WHA district faces threats
- Devlyn Brooks

- Oct 10, 2023
- 3 min read
Superintendent McClarty says schools have implemented precautions
I first started at the Bemidji (Minn.) Pioneer as an intern in the summer of 1996. That would begin six years as a news reporter, sports reporter and copy editor for a small, six-day-per-week daily newspaper in northern Minnesota. I wrote a large range of stories from multiple beats, to features to sports, my favorite being the coverage of the Red Lake Reservation High School basketball team named the Warriors. Here is a collection of my stories from my time at the Pioneer.

May 29, 1999
By Devlyn Brooks
Walker and Akeley school buildings implemented strict security measures Thursday and Friday due to two threatening messages written on a school bathroom wall earlier this week.
Walker-Hackensack-Akeley Superintendent Boyd McClarty said Friday that one threatening message had been written on a boys' bathroom stall in the district's junior high on Tuesday sometime just before the close of school or afterward.
It was removed Tuesday night, and a second threat replaced it on Wednesday.
The first message read: "Everyone iz going 2 die 6-3-99 just like Colorado. Thiz iz a warning. KKK." The second read: "You were warned."
McClarty said the school district started preparing to take precautionary steps immediately after the first incident was detected, and he added the second message, in fact, may have been written Wednesday at the same time school staff were meeting about the first incident.
The district sent letters detailing the security measures to be taken home with children Thursday. He added those measures will be executed through the close of all classes next Friday.
Steps taken by the district included:
Staffing the W-H-A middle school in Akeley and the elementary/high school facility in Walker each with a police officer.

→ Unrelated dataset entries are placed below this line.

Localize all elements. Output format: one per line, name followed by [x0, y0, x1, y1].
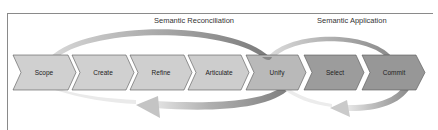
chevron-step-create: Create	[72, 55, 134, 90]
chevron-step-unify: Unify	[246, 55, 306, 90]
chevron-step-commit: Commit	[362, 55, 425, 90]
step-label-create: Create	[93, 69, 113, 76]
chevron-step-refine: Refine	[130, 55, 192, 90]
step-label-articulate: Articulate	[205, 69, 232, 76]
step-label-unify: Unify	[270, 69, 286, 77]
step-label-scope: Scope	[35, 69, 54, 77]
step-label-select: Select	[326, 69, 344, 76]
step-label-refine: Refine	[152, 69, 171, 76]
chevron-step-scope: Scope	[13, 55, 76, 90]
process-diagram: Scope Create Refine Articulate Unify Sel…	[0, 0, 438, 130]
chevron-step-select: Select	[304, 55, 364, 90]
step-label-commit: Commit	[383, 69, 406, 76]
chevron-step-articulate: Articulate	[188, 55, 249, 90]
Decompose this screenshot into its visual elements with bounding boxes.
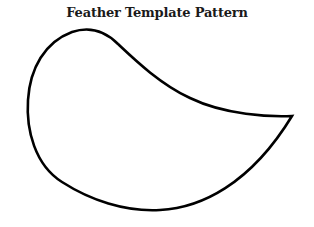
feather-template-diagram — [0, 0, 314, 227]
feather-outline-path — [28, 29, 292, 210]
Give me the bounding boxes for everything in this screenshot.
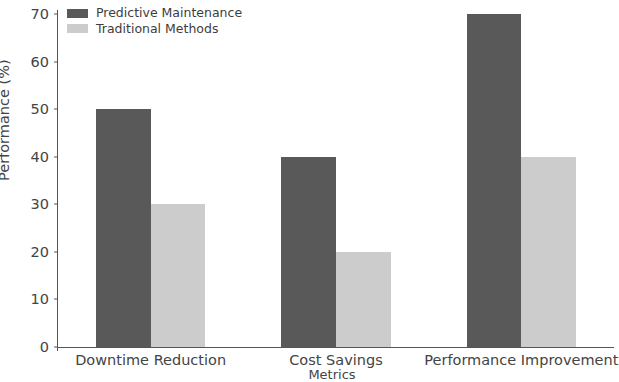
y-tick-label: 20 xyxy=(31,245,58,260)
bar xyxy=(467,14,522,347)
bar xyxy=(336,252,391,347)
x-tick-label: Performance Improvement xyxy=(424,352,618,368)
y-tick-label: 30 xyxy=(31,197,58,212)
bar xyxy=(521,157,576,347)
y-tick-label: 50 xyxy=(31,102,58,117)
y-axis-title: Performance (%) xyxy=(0,59,12,181)
y-tick-label: 60 xyxy=(31,54,58,69)
x-axis-line xyxy=(57,347,614,348)
x-tick-label: Cost Savings xyxy=(289,352,383,368)
legend-swatch xyxy=(67,24,88,33)
legend-label: Traditional Methods xyxy=(96,23,218,36)
y-tick-label: 0 xyxy=(40,340,58,355)
legend-label: Predictive Maintenance xyxy=(96,7,242,20)
y-tick-label: 10 xyxy=(31,292,58,307)
bar xyxy=(96,109,151,347)
bar xyxy=(281,157,336,347)
plot-area: 010203040506070 xyxy=(58,14,614,347)
x-axis-title: Metrics xyxy=(308,367,355,382)
legend-item: Traditional Methods xyxy=(67,23,242,36)
legend-item: Predictive Maintenance xyxy=(67,7,242,20)
bar xyxy=(151,204,206,347)
chart-legend: Predictive MaintenanceTraditional Method… xyxy=(62,4,249,39)
y-tick-label: 70 xyxy=(31,7,58,22)
y-tick-label: 40 xyxy=(31,149,58,164)
x-tick-label: Downtime Reduction xyxy=(75,352,226,368)
legend-swatch xyxy=(67,9,88,18)
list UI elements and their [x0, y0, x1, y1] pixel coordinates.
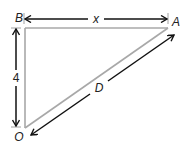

Having staff and community volunteers monitor hallways and school entrances during period breaks and during class.
Allowing entry to facilities through only one entrance, while keeping others locked.
Forbidding middle and high school students from bringing coats, backpacks, purses and duffel bags into school.
Allowing kindergarten through third-grade students to bring backpacks if they were immediately turned over to a teacher for inspection.
Issuing no passes for students to the school administrative offices, nurses' offices, libraries or bathrooms during class time.
Allowing students to take tests in other classrooms only with written permission and teacher confirmation.
Allowing students use of only the cafeteria, cafeteria commons area and gymnasium during noon hour.
Performing two locker searches to make sure there were no weapons in the school.
Implementing security measures on the district's school buses.
Announcing any act of violence will result in out-of-school suspension for the individuals involved.
"Some people may say later that this was only just graffiti," the superintendent said. "But the reality is that those things do happen, can happen and will happen. And we cannot be anything but dead serious about this."
McClarty said parents were given the option of holding their kids out of school with excused absences Thursday and Friday. He added that students missing tests because of the absences would be given an opportunity to make them up.
The W-H-A School District and community residents are offering a combined $3,000 reward for information bringing a positive conclusion to the incidents, McClarty said.
"The community is taking this very seriously, as well as we are," he said. "Obviously, we'd like to catch the person or people who are responsible for this."
On Friday, normal activities took place in the district with the seniors enjoying a school graduation rehearsal in the morning. They were finished by noon and released.
Classes for the other students continued Friday, with fourth- through 11th-graders finishing school Thursday and elementary students finishing Friday.
"With graduation and other activities, it's created the situation where we had to prepare for a prolonged period," he said. "We are faced with huge security problems."
The Walker Police Department is handling the investigation.